Best case scenario? The leader of the army thinks it's funny, takes all the PCs stuff and either takes them captive or leaves them alive after killing everyone in the village in front of them.

I make a point of letting people know in a session 0 that if their PC does something really stupid they'll probably die. Of course if I had a PC try this I'd do a sidebar and explain this all. I'll make it clear when they state their intentions and let them know what the likely consequences are.
 

Just because an NPC is high level doesn't mean they automatically have a high Insight skill. Even given that the NPC would probably have advantage on the check, I could easily see a low level PC with Expertise in Deception pulling off something like this.
 

Just because an NPC is high level doesn't mean they automatically have a high Insight skill. Even given that the NPC would probably have advantage on the check, I could easily see a low level PC with Expertise in Deception pulling off something like this.
Deception (or persuasion for that matter) is not mind control. Deception needs to be reasonably plausible.

I don't run NPCs as piles of stats, although stats do play into their reactions.
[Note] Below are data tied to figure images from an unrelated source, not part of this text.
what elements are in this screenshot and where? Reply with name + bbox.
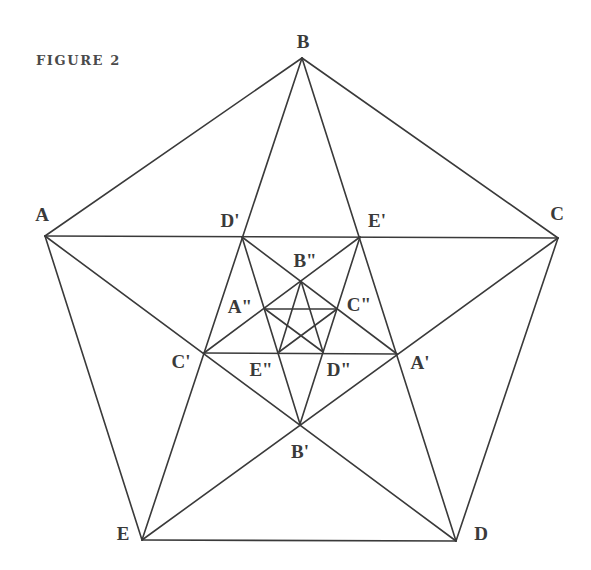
- segment-a-b: [45, 58, 302, 236]
- segment-d-prime-b-prime: [242, 237, 300, 424]
- segment-b-e: [142, 58, 302, 540]
- segment-b-double-prime-e-double-prime: [279, 281, 301, 352]
- segment-b-double-prime-d-double-prime: [301, 281, 323, 352]
- segment-d-e: [142, 540, 456, 541]
- vertex-label-d-double-prime: D": [327, 359, 351, 380]
- segment-d-prime-a-prime: [242, 237, 397, 354]
- diagram-edges: [45, 58, 558, 541]
- segment-c-double-prime-e-double-prime: [279, 309, 337, 352]
- vertex-label-a: A: [35, 204, 49, 225]
- segment-e-a: [45, 236, 142, 540]
- vertex-label-c-prime: C': [172, 351, 191, 372]
- vertex-label-e-prime: E': [368, 210, 386, 231]
- vertex-label-b-double-prime: B": [293, 250, 316, 271]
- segment-c-prime-a-prime: [204, 353, 397, 354]
- segment-c-e: [142, 238, 558, 540]
- nested-pentagram-diagram: ABCDEA'B'C'D'E'A"B"C"D"E": [0, 0, 591, 570]
- vertex-label-d: D: [474, 523, 488, 544]
- vertex-label-d-prime: D': [221, 210, 240, 231]
- vertex-label-a-double-prime: A": [228, 296, 252, 317]
- segment-a-c: [45, 236, 558, 238]
- segment-a-d: [45, 236, 456, 541]
- vertex-label-b: B: [297, 31, 310, 52]
- segment-c-d: [456, 238, 558, 541]
- vertex-label-e-double-prime: E": [249, 359, 272, 380]
- segment-b-c: [302, 58, 558, 238]
- vertex-label-e: E: [117, 523, 130, 544]
- vertex-label-b-prime: B': [291, 441, 309, 462]
- vertex-label-c: C: [550, 203, 564, 224]
- vertex-label-c-double-prime: C": [347, 294, 371, 315]
- vertex-label-a-prime: A': [411, 352, 430, 373]
- segment-a-double-prime-d-double-prime: [265, 309, 323, 352]
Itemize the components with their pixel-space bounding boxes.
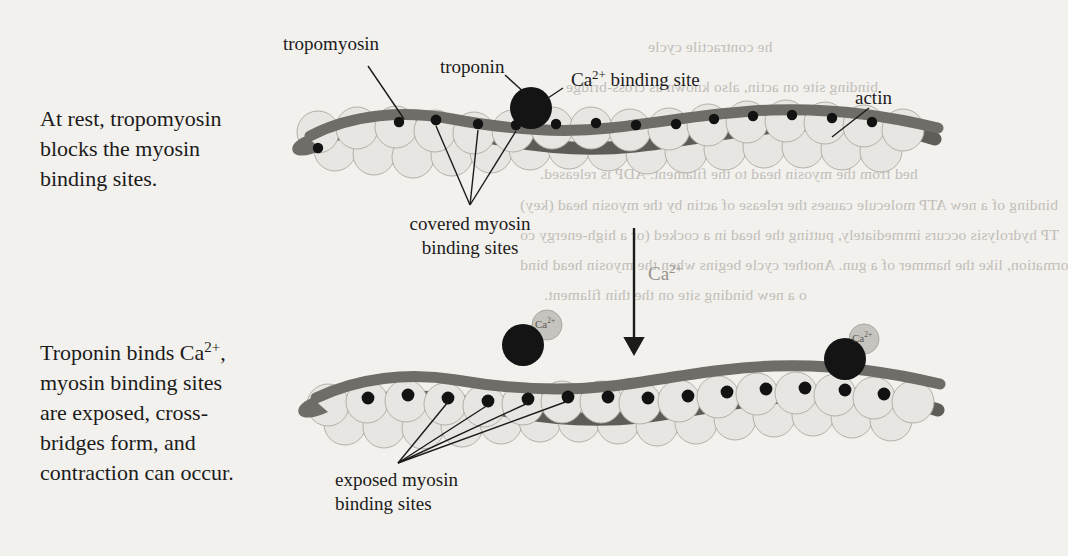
label-ca-arrow-pre: Ca [648, 263, 669, 284]
label-covered-line-2: binding sites [362, 236, 578, 260]
caption-calcium-bound-line-3: are exposed, cross- [40, 398, 340, 428]
label-covered-binding-sites: covered myosin binding sites [362, 212, 578, 260]
caption-cb-l1-sup: 2+ [204, 339, 220, 355]
label-exposed-binding-sites: exposed myosin binding sites [335, 468, 458, 516]
caption-at-rest: At rest, tropomyosin blocks the myosin b… [40, 104, 320, 194]
caption-cb-l1-pre: Troponin binds Ca [40, 340, 204, 365]
label-troponin: troponin [440, 55, 504, 79]
caption-calcium-bound-line-5: contraction can occur. [40, 458, 340, 488]
label-exposed-line-1: exposed myosin [335, 468, 458, 492]
label-calcium-transition: Ca2+ [648, 262, 683, 286]
label-ca-post: binding site [606, 69, 700, 90]
caption-calcium-bound-line-2: myosin binding sites [40, 368, 340, 398]
troponin-top [510, 87, 552, 129]
filament-calcium-bound [298, 310, 940, 463]
label-tropomyosin: tropomyosin [283, 32, 379, 56]
label-exposed-line-2: binding sites [335, 492, 458, 516]
troponin-bottom-right [824, 338, 866, 380]
caption-calcium-bound-line-4: bridges form, and [40, 428, 340, 458]
caption-calcium-bound-line-1: Troponin binds Ca2+, [40, 338, 340, 368]
caption-at-rest-line-1: At rest, tropomyosin [40, 104, 320, 134]
caption-cb-l1-post: , [220, 340, 226, 365]
label-covered-line-1: covered myosin [362, 212, 578, 236]
label-actin: actin [855, 86, 892, 110]
label-ca-pre: Ca [571, 69, 592, 90]
leader-troponin [505, 75, 527, 95]
label-ca-binding-site: Ca2+ binding site [571, 68, 700, 92]
caption-at-rest-line-3: binding sites. [40, 164, 320, 194]
troponin-calcium-complex-left [502, 310, 562, 366]
troponin-bottom-left [502, 324, 544, 366]
leader-ca-binding-site [545, 88, 563, 100]
label-ca-sup: 2+ [592, 67, 606, 82]
caption-calcium-bound: Troponin binds Ca2+, myosin binding site… [40, 338, 340, 488]
caption-at-rest-line-2: blocks the myosin [40, 134, 320, 164]
label-ca-arrow-sup: 2+ [669, 261, 683, 276]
A monumentally stupid monster like an ogre will be easier to bluff.

But standard BBEG? That first level PC might have convinced them they were delusional, but that's about it.
 



Then they're Evil, possibly with a Neutral tendency.

Not that I track Alignment in my 5e games. I don't care what players put on their PC sheet.
Yeah, no. Get that garbage out of here.

Alignment - at least in 5e, which is the edition being discussed in OP's scenario - has alignment as a description of general trends in your behaviour. One off-alignment act won't flip your alignment entirely. Barring magic items and/or planar corruption, you need to be consistently and willfully acting counter to the alignment on your character sheet for an alignment change to be warranted.
 

In my game PCs don't have plot armor. If a lone PC tried to face down an invading army (or a high level BBEG and minions powerful enough to take out entire villages) they would need to make one hell of a deception/intimidation check with a lot of magical support.
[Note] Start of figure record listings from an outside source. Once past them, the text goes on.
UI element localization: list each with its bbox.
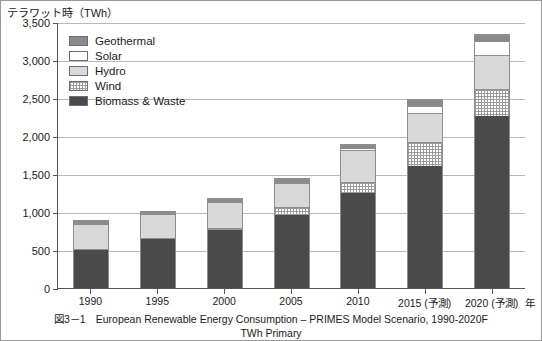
x-axis-labels: 199019952000200520102015 (予測)2020 (予測) (57, 295, 525, 311)
bar-segment[interactable] (341, 182, 375, 193)
stacked-bar[interactable] (407, 99, 443, 288)
bar-slot (191, 23, 258, 288)
bar-segment[interactable] (475, 89, 509, 116)
bar-segment[interactable] (208, 230, 242, 288)
bar-slot (325, 23, 392, 288)
y-axis-tick-label: 500 (32, 245, 50, 257)
swatch-hydro-icon (69, 66, 88, 76)
legend-item[interactable]: Hydro (69, 65, 185, 77)
legend-item-label: Hydro (95, 65, 126, 77)
legend-item[interactable]: Geothermal (69, 35, 185, 47)
bar-segment[interactable] (275, 215, 309, 288)
swatch-geothermal-icon (69, 36, 88, 46)
y-axis-tick-label: 1,000 (22, 207, 50, 219)
stacked-bar[interactable] (140, 211, 176, 288)
x-axis-tick-label: 2015 (予測) (391, 295, 458, 311)
x-axis-tick-label: 2010 (324, 295, 391, 311)
figure-caption: 図3－1European Renewable Energy Consumptio… (1, 312, 541, 340)
chart-legend: GeothermalSolarHydroWindBiomass & Waste (69, 35, 185, 107)
caption-number: 図3－1 (54, 313, 86, 325)
swatch-biomass-icon (69, 96, 88, 106)
y-axis-tick-label: 3,000 (22, 55, 50, 67)
stacked-bar[interactable] (73, 220, 109, 288)
bar-segment[interactable] (74, 224, 108, 249)
bar-segment[interactable] (208, 202, 242, 228)
stacked-bar[interactable] (207, 198, 243, 288)
y-axis-tick-label: 1,500 (22, 169, 50, 181)
legend-item-label: Solar (95, 50, 122, 62)
bar-segment[interactable] (341, 150, 375, 181)
bar-segment[interactable] (475, 41, 509, 55)
legend-item-label: Wind (95, 80, 121, 92)
bar-segment[interactable] (141, 214, 175, 238)
x-axis-tick-label: 2020 (予測) (458, 295, 525, 311)
bar-segment[interactable] (275, 207, 309, 215)
bar-segment[interactable] (408, 113, 442, 142)
bar-segment[interactable] (408, 106, 442, 113)
bar-segment[interactable] (475, 116, 509, 288)
y-axis-tick-label: 3,500 (22, 17, 50, 29)
legend-item-label: Biomass & Waste (95, 95, 185, 107)
bar-segment[interactable] (275, 183, 309, 207)
bar-slot (258, 23, 325, 288)
swatch-solar-icon (69, 51, 88, 61)
stacked-bar[interactable] (274, 178, 310, 288)
legend-item[interactable]: Biomass & Waste (69, 95, 185, 107)
swatch-wind-icon (69, 81, 88, 91)
x-axis-tick-label: 1990 (57, 295, 124, 311)
x-axis-unit-label: 年 (525, 295, 535, 310)
bar-segment[interactable] (475, 55, 509, 88)
caption-title: European Renewable Energy Consumption – … (96, 313, 488, 325)
bar-segment[interactable] (141, 239, 175, 288)
bar-segment[interactable] (408, 142, 442, 166)
legend-item[interactable]: Wind (69, 80, 185, 92)
y-axis-tick-label: 0 (44, 283, 50, 295)
bar-slot (392, 23, 459, 288)
caption-line-1: 図3－1European Renewable Energy Consumptio… (1, 312, 541, 326)
x-axis-tick-label: 2000 (191, 295, 258, 311)
bar-segment[interactable] (74, 250, 108, 288)
stacked-bar[interactable] (340, 144, 376, 288)
stacked-bar[interactable] (474, 34, 510, 288)
legend-item-label: Geothermal (95, 35, 155, 47)
y-axis-tick-label: 2,000 (22, 131, 50, 143)
bar-slot (458, 23, 525, 288)
figure-container: テラワット時（TWh） 3,5003,0002,5002,0001,5001,0… (0, 0, 542, 341)
x-axis-tick-label: 1995 (124, 295, 191, 311)
legend-item[interactable]: Solar (69, 50, 185, 62)
y-axis-tick-label: 2,500 (22, 93, 50, 105)
x-axis-tick-label: 2005 (258, 295, 325, 311)
bar-segment[interactable] (408, 166, 442, 288)
bar-segment[interactable] (341, 193, 375, 288)
caption-line-2: TWh Primary (1, 326, 541, 340)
A level 1 PC trying this? Pincussion, their head on a pike paraded through the town. They'd be made an example of. Why? Because that would be realistic. Yes, there are people with incredible power in the world but the odds of one showing up in a random village wearing chainmail with no obvious signs of power? Enemies aren't stupid. It might be worth a few chuckles before they kill the PC.

Best case scenario? The leader of the army thinks it's funny, takes all the PCs stuff and either takes them captive or leaves them alive after killing everyone in the village in front of them.

It wasn't an 'army', there were maybe a dozen, and we did eventually beat them around 4th level, which being 5e was only a few sessions, and a few adventuring days.. In the initial encounter they didn't have any way to see that we were 1st level not 4th - not even any reason to think 5e NPCs understand the concept of Level, after all they almost certainly don't have one! And even at 1st level we might have killed one or two of the weaker ones, it's not like we were zero threat. I don't think our GM did anything wrong with how she ran it.

Likewise, I don't see a dragon as knowing whether any particular knight is 3rd, 7th or 15th level; they'll probably be influenced by apparent gear. Certainly a 7th level Paladin is going to appear competent.